Friday, November 19, 2010

The Hardass Goes Skiing (Part 1)


"Well, where do you think they go? You don't seriously buy into that 'flying south' nonsense, do you?" The Hardass growled.

He growled this to his girlfriend, delivering the requisite eye contact in sharp, grudging little daggers hurled from the corners of his flint-gray eyes. His forward attention was focused on keeping the M1 Abrams tank off the road. In pandering to the dismayingly large and vocal pansy community, the city had plowed its roadways free of the day's impressive snowfall. This allowed them to become clogged with morons, so The Hardass avoided them altogether.

The Hardass never much cared for paved surfaces anyway. Or ducks.

"Of course they fly south! They don't all die when winter comes! That's terrible!" Chastity said, her face distorted by womanly anguish.

The Abrams flattened some road signs. "Nature is terrible," The Hardass said. "And I didn't say they ALL died, dammit. Next spring, when the smart ones are coming out of hibernation, look real close at one and then tell me that a duck would be able to walk all the way to Florida. There's no way they'd make it. They're too soft."

"They don't walk, silly. They fly," Chastity said, her face distorted by womanly respect for ducks.

"Have you ever seen one flying?" The Hardass grunted, bracing himself as the Abrams ramped up over a snowbank, taking a brief flight of its own. Trailing a festive ribbon of uprooted chain-link fence, it landed in a parking lot with a pavement-shattering boom.

Chastity picked herself up off the floor and crawled back into her seat. "Yes, I have," she said, her face distorted by womanly smugness.

"No, you haven't," The Hardass said, forestalling any further backsass and flawed optimistic nonsense. "We're here. Let's go conquer this bastard." He punched open the hatch.

Imagine, if you will, that our narrative camera zooms out, widening our field of vision by perhaps a factor of ten. Moving, say, to the point of view of a startled family who had been happily piling out of their minivan twenty yards away. Startled out of their mittens by a ground-shaking crash, they snapped 'round to find a tank--an honest-to-God military tank!--in the middle of the parking lot. It was tilted at a jaunty angle, half in and half out of its impact crater, a steady plume of black smoke issuing from one end.

Suddenly, on the tank's turret where there had an instant before been a circular steel hatch, there was only a fist. Glancing quickly up, one might just be able to see the hatch lid spinning skyward, like a flipped coin. The fist lowered itself back into the tank's interior, and in its place rose a woman. She stepped gingerly from the hand that was raising her, and then down to the ground.

Then, silence, while the woman waited, tapping her foot impatiently, hands on hips.

There was a bout of muffled profanity, a sound like a very big cork popping out of a very big bottle, and a giant man with craggy features and a disregard for all things soft and sweet (unless those things had breasts) launched himself from the mangled hole in the turret. He somersaulted in midair and came to rest face-first on the asphalt beside the woman.

Taking the permanent marker the woman offered him, the giant man signed his name next to the imprint his face had made in the asphalt, ate the marker, and the two of them walked into the ski lodge.

"Hello!" Chastity greeted the teenager behind the ski rental counter. He looked up in time to see The Hardass eat the little sliver bell on the counter. He frowned, reached into a bag full of bells and put a new one on the counter. The Hardass ate that one too.

"Tanner," said the teenager.

"Dave," said The Hardass.

Chastity looked surprised. "Have you been here before?" she asked The Hardass. He and Dave both said "yes" at the same time. "When?"

"Few months ago, we got a call about some possible illegal drug use goin' on at this joint. A pack of hippies was holed up in here, free-lovin' and smokin' the wuss weed, and I had to break 'em up."

"You put three of my friends in the hospital," snapped Dave.

The Hardass ate another bell.

"That's what I said. So now I come down here every once in a while to make sure the place ain't infested with hippies again, and I get the stink-eye from this little shit."

"Well!" said Chastity hurriedly. "Um, Dave, we'd like to rent two sets of skis and get a lift ticket, if you'd be so kind!"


Problem to work on =
Exactly transcribe the span of lines from the one containing "where exactly is" through the final line of the entries, inclusive, and nothing outside it. Exclude the pictures.

↓↓↓

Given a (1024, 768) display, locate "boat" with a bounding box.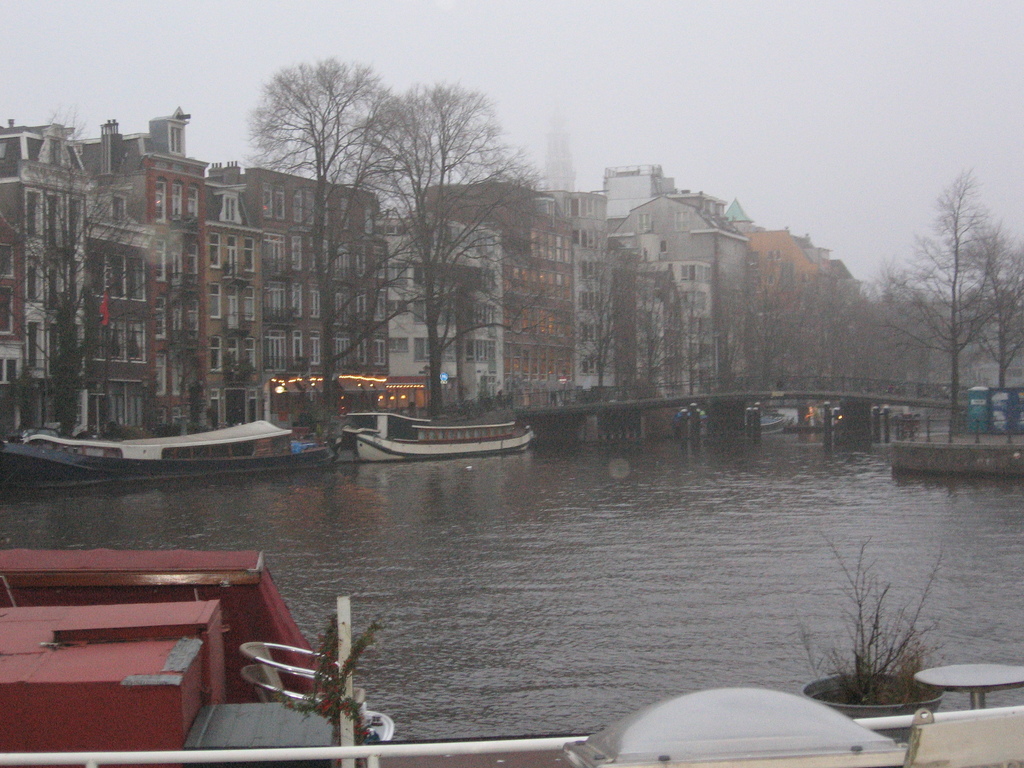
Located: l=341, t=396, r=537, b=477.
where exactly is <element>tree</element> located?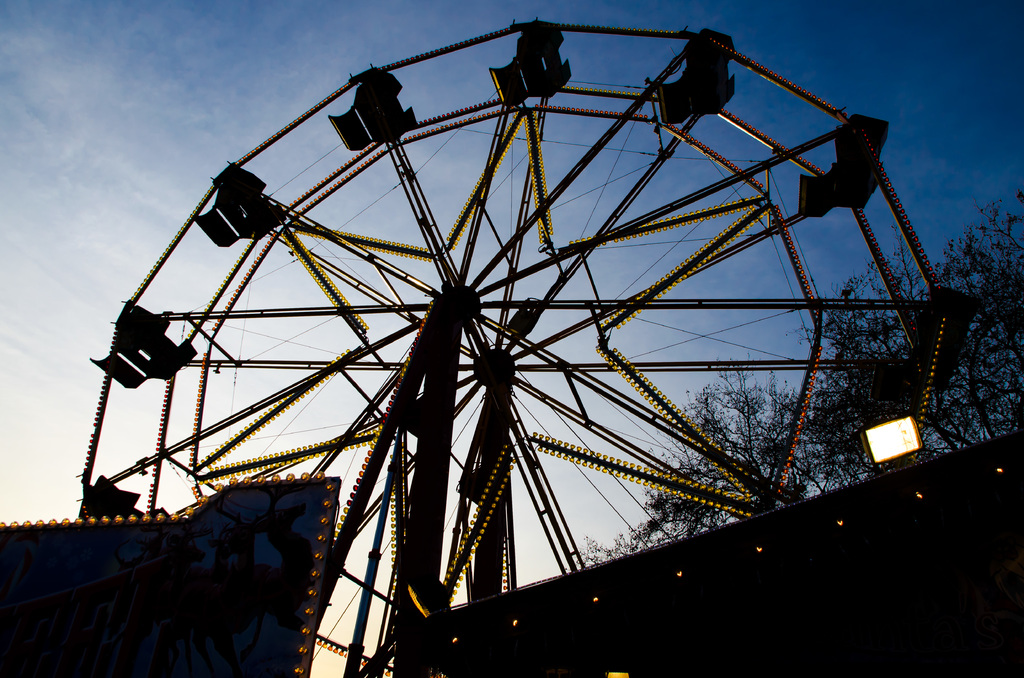
Its bounding box is [817,191,1023,494].
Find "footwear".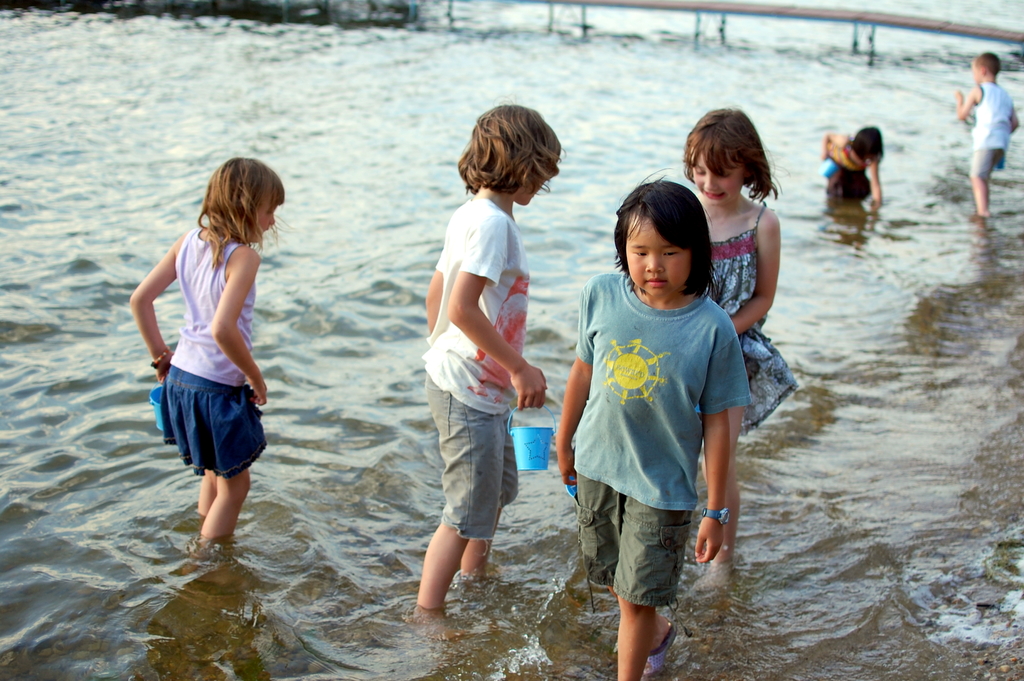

↑↑↑

Result for this task =
where exactly is <element>tree</element> located?
Its bounding box is [817,191,1023,494].
Find "footwear".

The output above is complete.